Burlesque/Drag Performer Carol Gates to Bring 100 Artists to the Stage for First Cascadia Drag Festival

A menagerie of Pacific Northwest drag queens, kings and things will sashay to Portland’s Clinton Street Theater on May 24-26.

Sugarpill, photo by Marty Davis.

Carol Gates has been a Portland drag fan for 15 years, and a burlesque/drag performer for almost as long. She’s dreamed of bar hopping to clubs filled wall to wall with drag queens, kings and things (certain drag artists who present outside of binary gender), like she first saw at parties like Blow Pony. But it took the deaths of several drag luminaries in 2023, including Darcelle XV, Heklina and Patrick Buckmaster, to spur Gates into realizing her longtime dream.

“It was time to share a story to the younger generation and share what had existed long before Dragula,” Gates wrote in an email, referencing the spooky drag TV series.

The inaugural Cascadia Drag Festival will attract more than 100 West Coast drag artists and their fans to the Clinton Street Theater on May 24-26.

Portland gets the lion’s share of love, with most of the festival’s headliners representing the Rose City. A dozen headliners—including Gates as her persona, Marla Darling—lead revues over the festival’s three day course.

It’s not spread across venues like her original dream, but Gates opened the Cascadia Drag Festival to artists who haven’t performed in festivals before, especially if they are trans, queer or people of color.

“I wanted to give an opportunity to performers who are working to change the drag scene by making it more equitable, and more about taking it to its original roots,” Gates wrote.

Gates was inspired by the Bay Area’s Oaklash drag festival, as well as the Austin International Drag Festival. She says she received advice from AIDF founder Jamie Steward Bancroft, as well as a grant from the Regional Arts & Culture Council, but she organized most of the festival on her own. CDF’s Lash Bash fashion party takes cues from the Critical Mascara drag ball once thrown by artist Pepper Pepper for the Time-Based Art Festival.

“I just wanted to invite the club kids of Portland to create wearable art and walk the stage,” Gates wrote.

The performers come from Portland, Seattle, Olympia, the Willamette Valley, the Oregon Coast and even California. But Gates unites more than 100 artists to honor the ethos of Pacific Northwest drag.

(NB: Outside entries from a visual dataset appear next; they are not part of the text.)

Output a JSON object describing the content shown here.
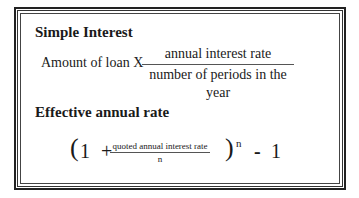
{
  "simple_interest": {
    "heading": "Simple Interest",
    "prefix": "Amount of loan X",
    "numerator": "annual interest rate",
    "denominator": "number of periods in the year"
  },
  "effective_rate": {
    "heading": "Effective annual rate",
    "open_paren": "(",
    "one": "1",
    "plus": "+",
    "numerator": "quoted annual interest rate",
    "denominator": "n",
    "close_paren": ")",
    "exponent": "n",
    "minus": "-",
    "subtract_value": "1"
  }
}
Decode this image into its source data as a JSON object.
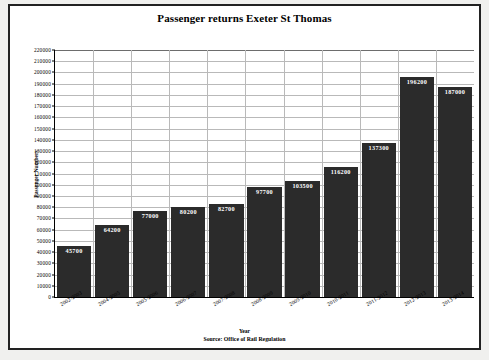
{
  "chart_data": {
    "type": "bar",
    "title": "Passenger returns Exeter St Thomas",
    "xlabel": "Year",
    "ylabel": "Passenger Numbers",
    "source": "Source: Office of Rail Regulation",
    "categories": [
      "2002-2003",
      "2004-2005",
      "2005-2006",
      "2006-2007",
      "2007-2008",
      "2008-2009",
      "2009-2010",
      "2010-2011",
      "2011-2012",
      "2012-2013",
      "2013-2014"
    ],
    "values": [
      45700,
      64200,
      77000,
      80200,
      82700,
      97700,
      103500,
      116200,
      137300,
      196200,
      187000
    ],
    "value_labels": [
      "45700",
      "64200",
      "77000",
      "80200",
      "82700",
      "97700",
      "103500",
      "116200",
      "137300",
      "196200",
      "187000"
    ],
    "ylim": [
      0,
      220000
    ],
    "ytick_step": 10000,
    "yticks": [
      "220000",
      "210000",
      "200000",
      "190000",
      "180000",
      "170000",
      "160000",
      "150000",
      "140000",
      "130000",
      "120000",
      "110000",
      "100000",
      "90000",
      "80000",
      "70000",
      "60000",
      "50000",
      "40000",
      "30000",
      "20000",
      "10000",
      "0"
    ],
    "grid": true,
    "legend": false,
    "bar_color": "#2b2b2b",
    "label_color": "#ffffff",
    "grid_color": "#b9b9b9",
    "background": "#ffffff",
    "border_color": "#222222"
  }
}
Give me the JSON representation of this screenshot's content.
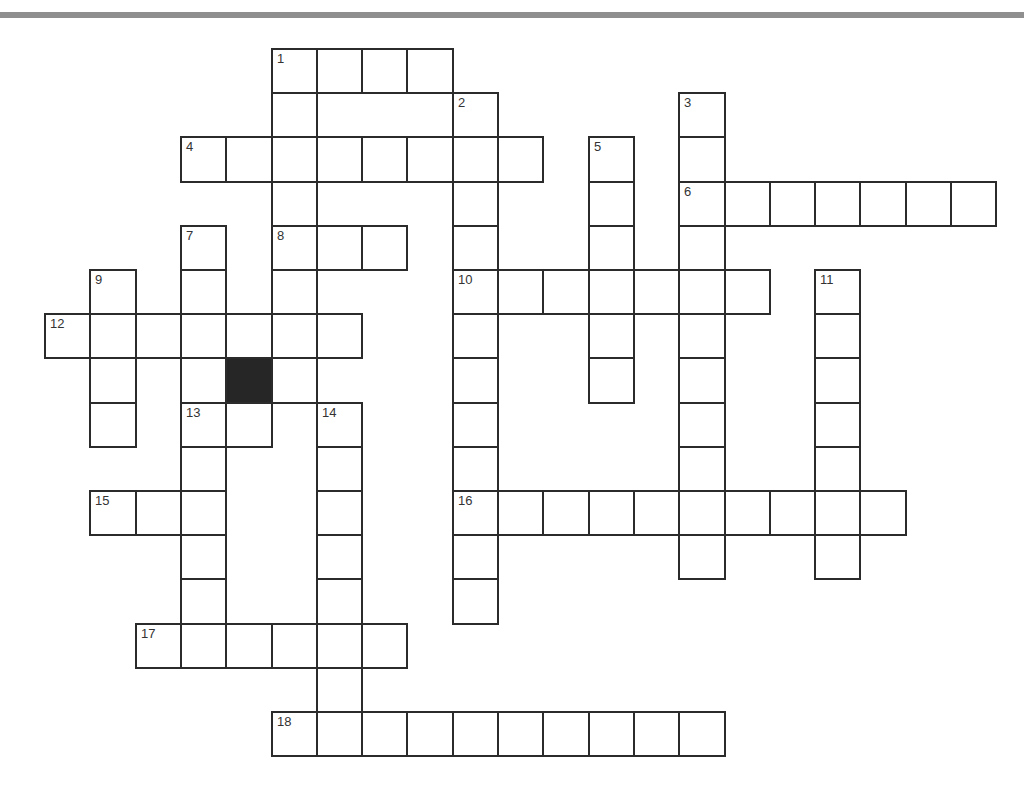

“The drag in the Pacific Northwest has always been punk rock. If you weren’t covering yourself in fake blood, making couture from the free boxes on the street, dumping bottles of tempera paint on yourself to Diamanda Galás, or stage diving to Miley Cyrus, were you even doing drag?” Gates wrote. “The art of drag in the PNW has always bordered on the subversive. We’re just better at drawing on eyebrows now.”

GO: Cascadia Drag Festival, Clinton Street Theater, 2522 SE Clinton St., 971-808-3331, cstpdx.com. Friday–Sunday, May 24–26. $15–$50.